Collectively, the pilgrims will walk over 6,500 miles and will traverse four different routes, beginning on opposite sides of the country and meeting in Indianapolis for the National Eucharistic Congress July 17–21.
Beginning on Pentecost weekend, the four blockbuster pilgrimages began simultaneously with large, enthusiastic crowds present at each starting point. Now, nearly two weeks in, the nearly two dozen young people dedicated to walking with the Eucharist say they’ve experienced amazing enthusiasm, hospitality, and reverence among the crowds of people who have met them so far.
Kai Weiss, a native of Germany now doing graduate studies in Washington, D.C., is traversing the northern Marian Route, which began at the headwaters of the Mississippi in northern Minnesota. He mentioned as a major highlight the four-and-a-half-mile Eucharistic procession from St. Paul Seminary to the Cathedral of St. Paul in St. Paul, Minnesota, which attracted a massive crowd of 7,000 people. He also said it was a wonderful experience to visit the elderly at a nursing home in St. Paul, praying the rosary with the residents in the presence of the Eucharist.
Outside of the large cities, however, Weiss said the crowds have been no less enthusiastic. When the pilgrims processed through the Diocese of St. Cloud — often through small towns of 200 people — crowds were out, church bells were ringing, and first communicants appeared on the side of the road with flowers.

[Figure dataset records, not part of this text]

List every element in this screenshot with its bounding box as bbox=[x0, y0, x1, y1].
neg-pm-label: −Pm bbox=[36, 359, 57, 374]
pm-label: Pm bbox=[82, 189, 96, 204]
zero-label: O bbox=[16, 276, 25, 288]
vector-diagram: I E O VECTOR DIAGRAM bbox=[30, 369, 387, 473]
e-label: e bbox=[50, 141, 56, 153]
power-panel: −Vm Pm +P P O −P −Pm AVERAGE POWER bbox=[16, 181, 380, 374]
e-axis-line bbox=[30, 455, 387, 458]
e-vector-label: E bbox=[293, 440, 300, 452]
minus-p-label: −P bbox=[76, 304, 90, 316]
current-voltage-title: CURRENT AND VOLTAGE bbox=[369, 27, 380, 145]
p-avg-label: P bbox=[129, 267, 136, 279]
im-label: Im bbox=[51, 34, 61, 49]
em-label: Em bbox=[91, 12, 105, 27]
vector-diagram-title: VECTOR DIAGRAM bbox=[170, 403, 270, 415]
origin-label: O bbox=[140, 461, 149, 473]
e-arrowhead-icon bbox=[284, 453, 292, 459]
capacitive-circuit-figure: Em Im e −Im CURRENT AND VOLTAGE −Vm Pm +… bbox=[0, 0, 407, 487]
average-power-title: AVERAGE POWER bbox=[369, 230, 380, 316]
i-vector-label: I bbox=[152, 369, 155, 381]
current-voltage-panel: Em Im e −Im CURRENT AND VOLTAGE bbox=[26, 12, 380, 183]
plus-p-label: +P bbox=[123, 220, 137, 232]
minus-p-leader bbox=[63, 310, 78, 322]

“The enthusiasm in the small towns was shocking,” he said, adding that although the days have been long and exhausting in many ways, he has found that the Lord always provides “some kind of spark” to help the pilgrims keep going.
The eastern Seton Route has so far included stops at New York City’s St. Patrick’s Cathedral, the shrine at the former home of St. Elizabeth Ann Seton, as well as a scenic crossing of the Brooklyn Bridge. Zoe Dongas, a Perpetual Pilgrim on the route, called the moment when Cardinal Timothy Dolan of New York blessed the Statue of Liberty with the monstrance a “setting out into the deep” moment that communicated to her that “Christ wants to bless our country.”
Chas Firestone East, a pilgrim on the western Junipero Serra Route, echoed Weiss’ amazement at the numbers they’ve seen even in small parishes, saying that he didn’t expect the massive welcome the pilgrims received at a rural parish in Oregon. He also said he has heard about at least one conversion connected to the pilgrimages — a photographer working for a secular newspaper who decided to become Catholic after covering the pilgrimage in Lake Tahoe.
The amount of actual walking the pilgrims do each day varies and is often affected by weather or terrain. The Serra Route pilgrims, with by far the longest distance to traverse, have been driving a lot through rural areas, while much of the urban stretches of the pilgrimage have so far been done on foot, often at least 10 miles a day.
Shayla Elm, a fellow Juan Diego Route pilgrim with McCullough, said the enthusiasm they’ve encountered so far shows “how hungry people are to show their faith.”
“We’re giving a lot of Catholics the opportunity to be Catholic, to be Eucharistic, to show that love to the world,” she said.
Catholics throughout the U.S. are encouraged to register to join the pilgrims in walking short sections of the pilgrimages and joining in numerous other special events put on by their local dioceses.